Problem to solve:
In this exercise, the entries below include pictures. Repeat exactly the lines from the line with "Find the location" to the line with "Image resolution: width=995", including both, but without the pictures.

Information supplied:
-------------------------
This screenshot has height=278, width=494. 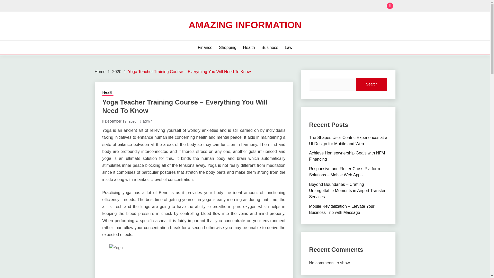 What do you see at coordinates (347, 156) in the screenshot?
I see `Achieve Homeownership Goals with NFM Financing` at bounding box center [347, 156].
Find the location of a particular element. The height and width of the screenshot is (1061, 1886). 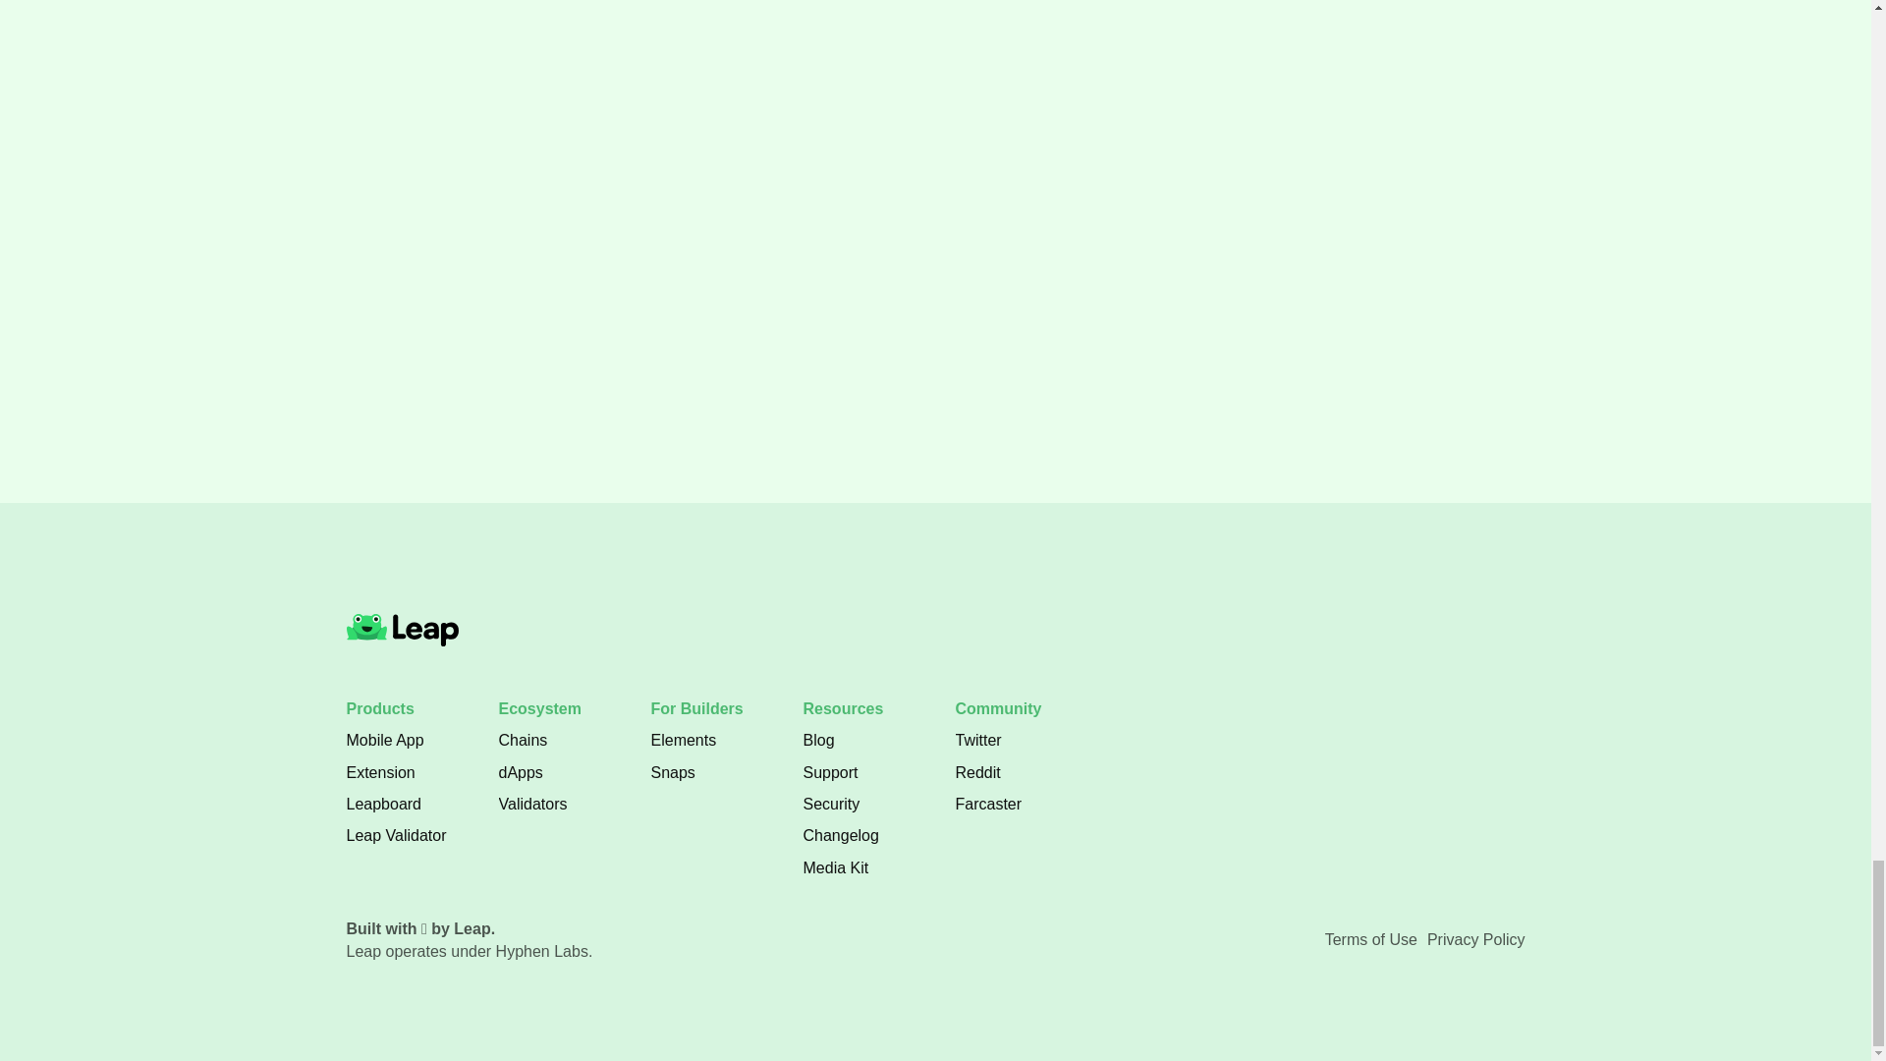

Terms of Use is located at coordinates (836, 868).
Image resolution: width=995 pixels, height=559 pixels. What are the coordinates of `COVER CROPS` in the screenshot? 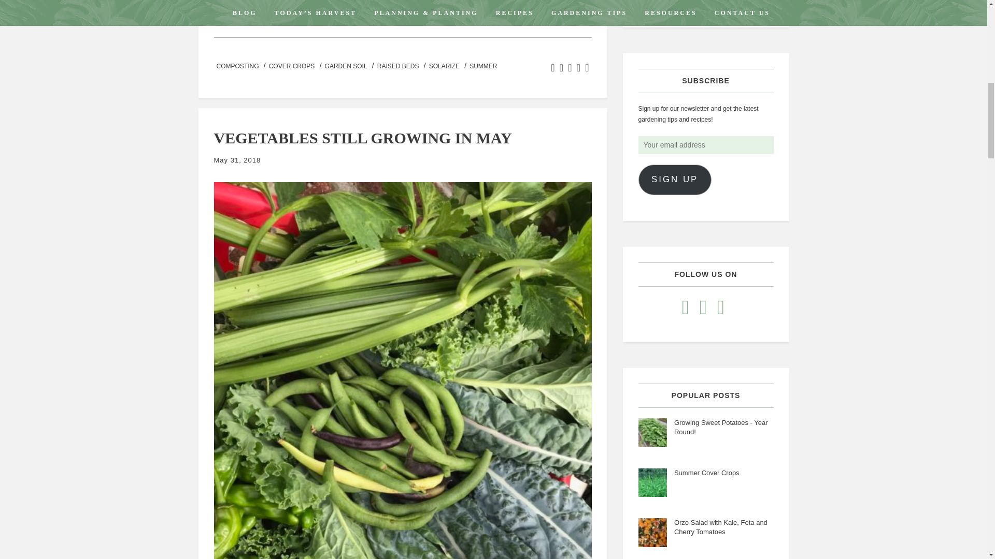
-------------------------
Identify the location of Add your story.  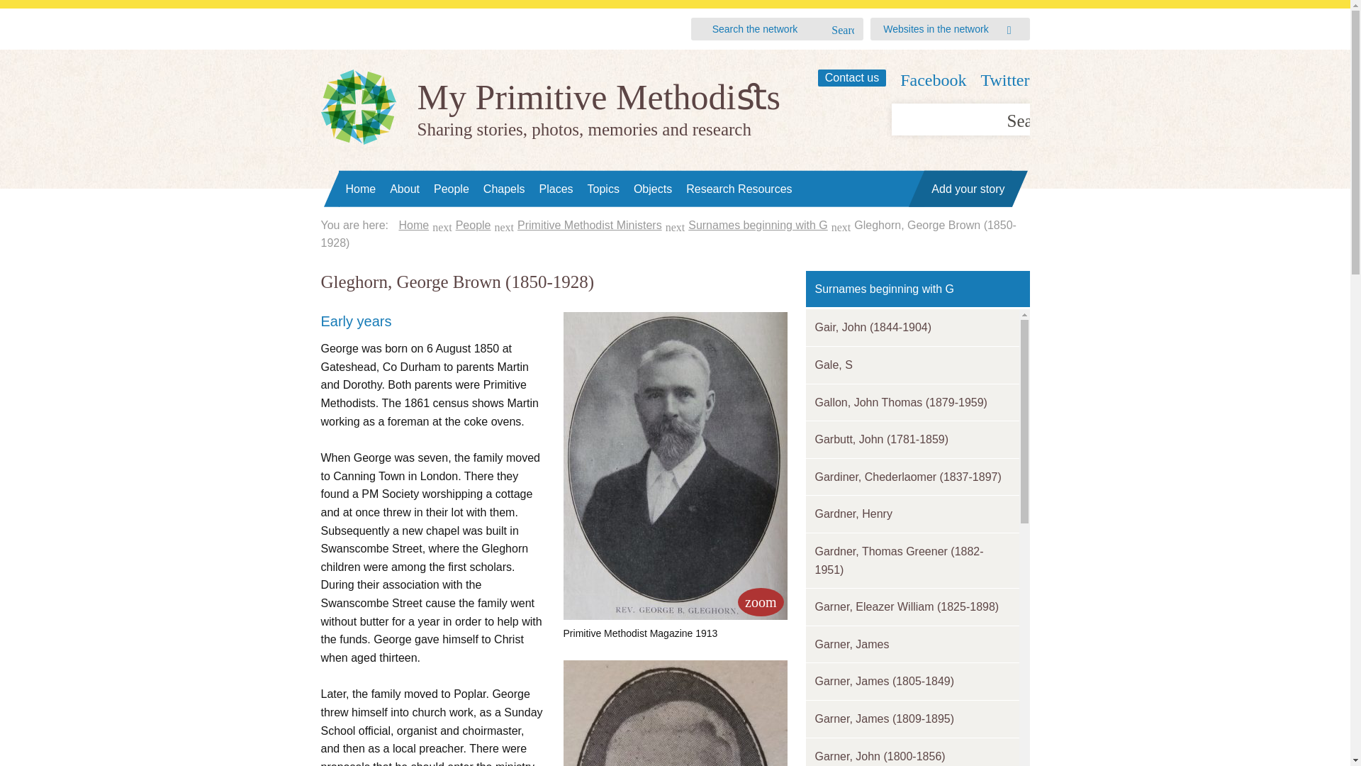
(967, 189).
-------------------------
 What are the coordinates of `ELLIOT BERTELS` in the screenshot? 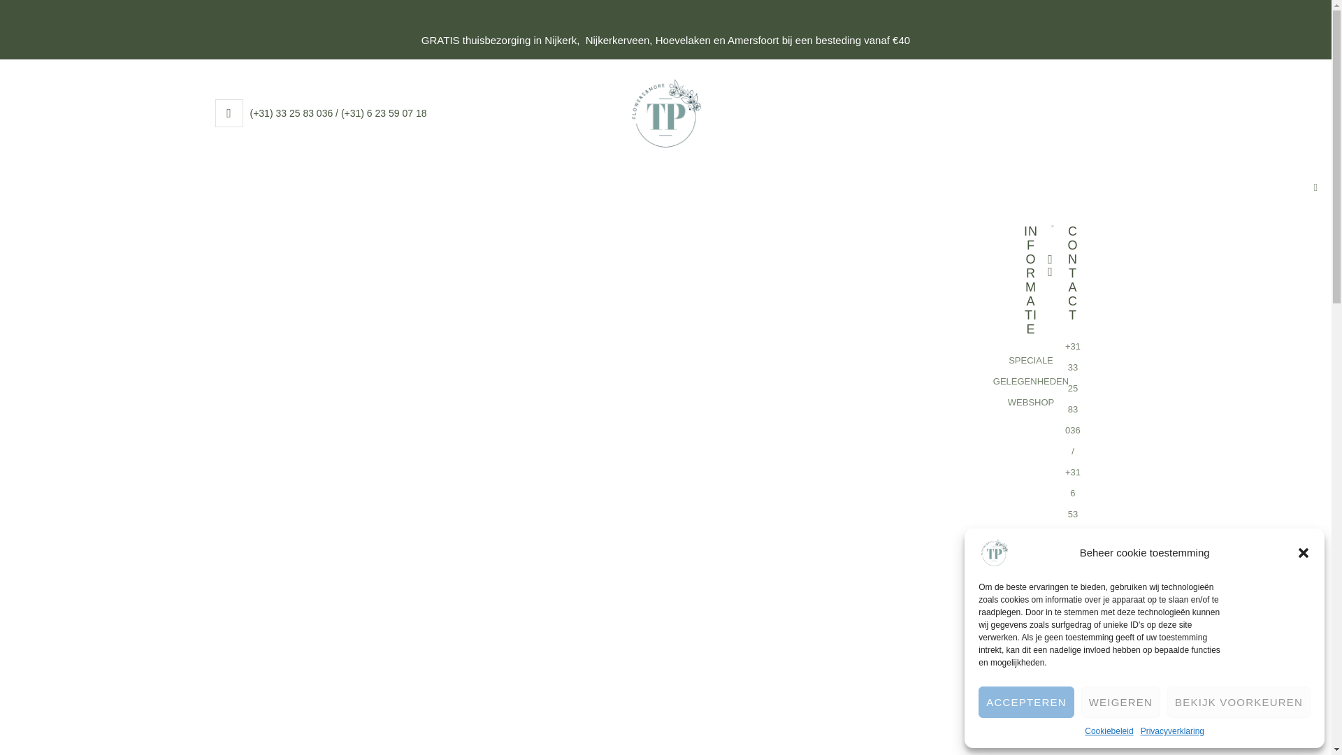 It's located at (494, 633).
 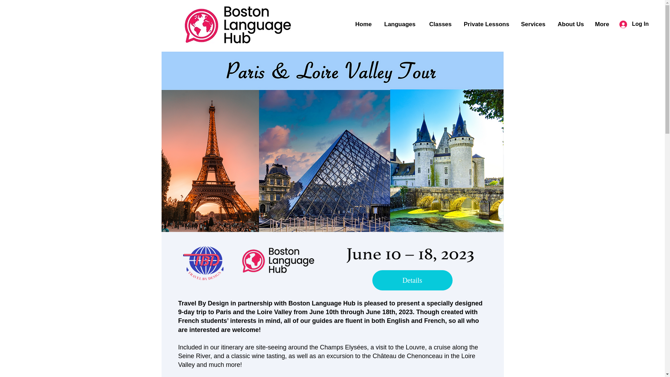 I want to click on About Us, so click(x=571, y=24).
-------------------------
Result of the task:
Find the location of a particular element. The height and width of the screenshot is (1061, 1886). 

Terms of Use is located at coordinates (836, 868).
Image resolution: width=995 pixels, height=559 pixels. What are the coordinates of `COVER CROPS` in the screenshot? 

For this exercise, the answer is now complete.